Try this: take the same photo of one product twice — once in a dim room with flash, once near a window in daylight. Put them side by side. You'll never go back.

Set up a clean background

A messy background distracts the eye and makes your shop look careless. You don't need anything fancy:

  • A plain wall (white, cream, or a soft colour) works perfectly.
  • A clean bedsheet or large piece of plain cloth draped behind and under the product creates a simple "studio" look.
  • For small items — jewellery, phones, cosmetics — a sheet of white paper or card is enough.

The rule is simple: the product is the star. Remove anything in the frame that isn't helping the sale.

Show the product honestly and fully

Buyers trust vendors who show everything. Don't hide flaws — reveal them. A small honest scratch shown upfront builds far more trust than a perfect photo that turns into a disappointed buyer later.

For each product, try to capture:

  • The main shot: the whole product, well-lit, filling most of the frame.
  • Different angles: front, back, sides. For clothing, show it flat and, if possible, worn.
  • Close-ups of detail: texture, stitching, labels, brand marks, screen condition.
  • Any flaws: a scratch, a mark, signs of wear. Show them clearly.
  • Scale: put the item next to something familiar (a hand, a coin, a phone) so size is obvious.

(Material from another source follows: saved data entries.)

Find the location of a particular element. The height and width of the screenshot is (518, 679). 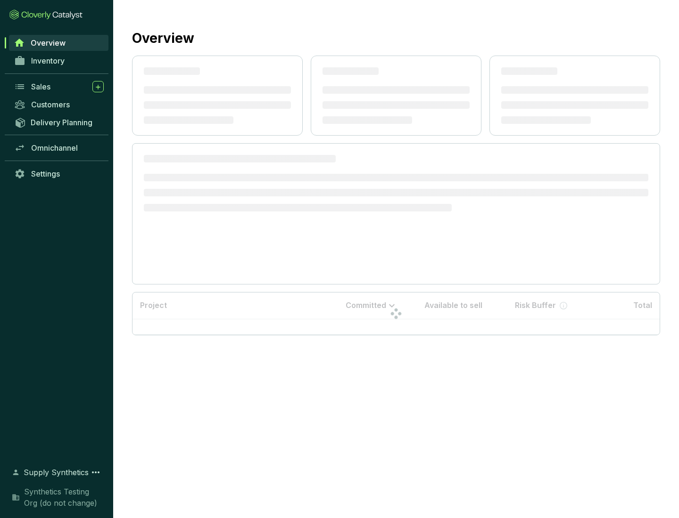

a: Inventory is located at coordinates (59, 61).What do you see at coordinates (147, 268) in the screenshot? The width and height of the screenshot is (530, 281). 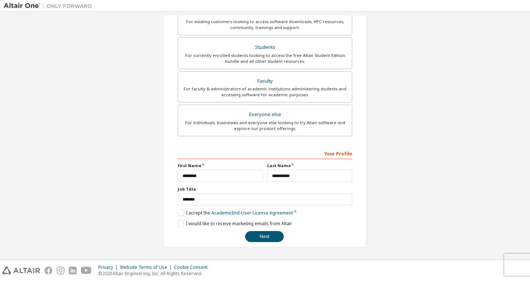 I see `div: Website Terms of Use` at bounding box center [147, 268].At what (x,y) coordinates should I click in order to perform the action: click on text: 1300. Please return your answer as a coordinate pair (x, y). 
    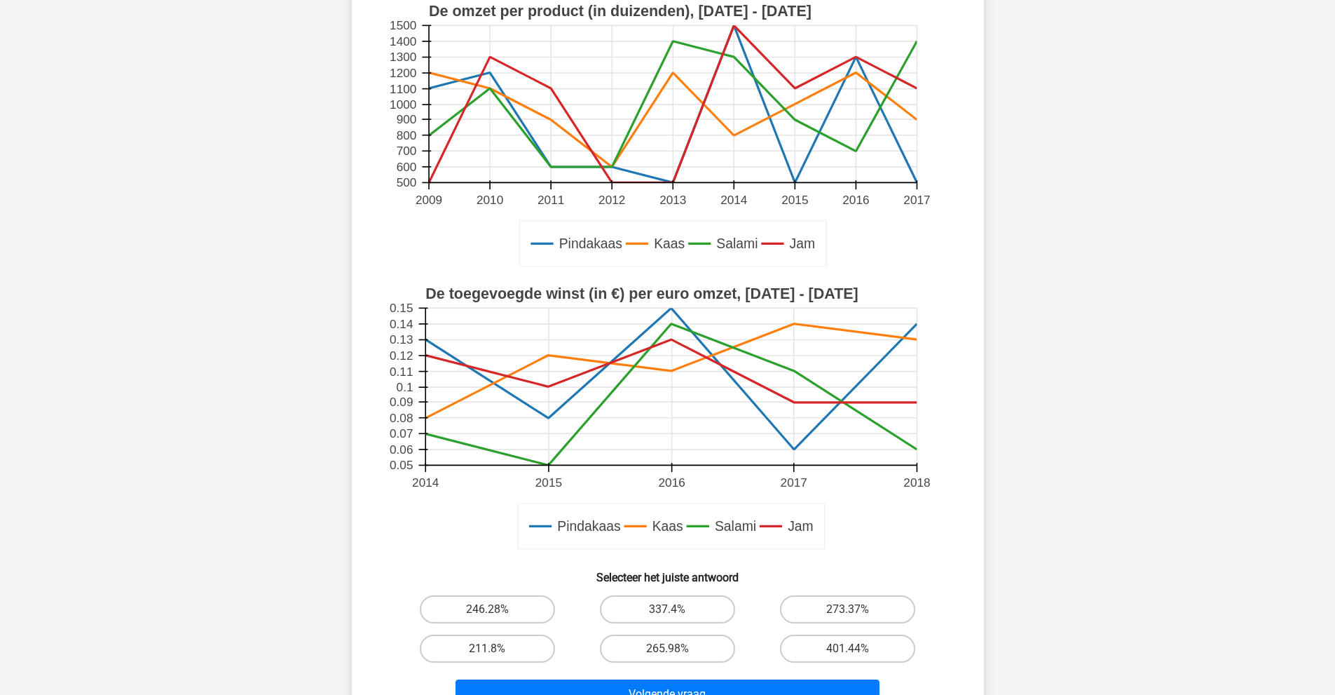
    Looking at the image, I should click on (403, 57).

Quick habits that make a big difference

  • Clean the lens. Your phone camera lens is covered in fingerprints. Wipe it with a soft cloth before every shoot. This one second sharpens every photo.
  • Hold steady or brace your phone. Lean against a wall, rest your elbows on a table, or prop the phone on a stack of books. Shaky hands make blurry photos.
  • Tap to focus. On your screen, tap directly on the product before taking the shot. Your phone will sharpen that spot.
  • Fill the frame. Get close so the product takes up most of the picture. Empty space around a tiny product wastes attention.
  • Take many, keep the best. Storage is free. Shoot 10 photos, then choose the 3 or 4 clearest.

Editing: less is more

A light edit helps; a heavy one hurts. Your phone's built-in photo editor is all you need:

  • Nudge brightness up slightly if the photo is a little dark.
  • Increase contrast a touch to make the product pop.
  • Crop to remove distracting edges and centre the product.

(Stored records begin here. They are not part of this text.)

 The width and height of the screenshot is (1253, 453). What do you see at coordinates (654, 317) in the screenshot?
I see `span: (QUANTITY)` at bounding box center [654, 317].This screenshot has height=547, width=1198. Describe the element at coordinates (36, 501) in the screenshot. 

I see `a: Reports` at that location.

That's it. Do not over-filter, change the colour of the product, or make it look better than it really is. When the buyer receives something different from the photo, you lose the sale and the customer and risk a bad review. Honesty protects your reputation, which is your most valuable asset.

A simple routine you can repeat

Here's a workflow you can use for every new product:

  1. Wipe your phone lens.
  2. Set the product on a clean background near a window or in open shade.
  3. Turn off flash.
  4. Tap to focus, hold steady, and take the main shot filling the frame.
  5. Move around for 3–4 angle and detail shots.
  6. Capture any flaws honestly.
  7. Lightly adjust brightness and crop.
  8. Upload your best 3–4 to your FindAm listing.

Do this once and it becomes second nature. Within a week it'll take you two minutes per product.

The bottom line

Great product photos aren't about expensive gear — they're about light, a clean background, honesty, and a steady hand. Every one of those is free. Spend a little extra care on your photos and you'll stand out immediately from the many vendors who don't, earn buyers' trust faster, and turn more views into real WhatsApp conversations.

Your phone is enough. Your effort is the difference.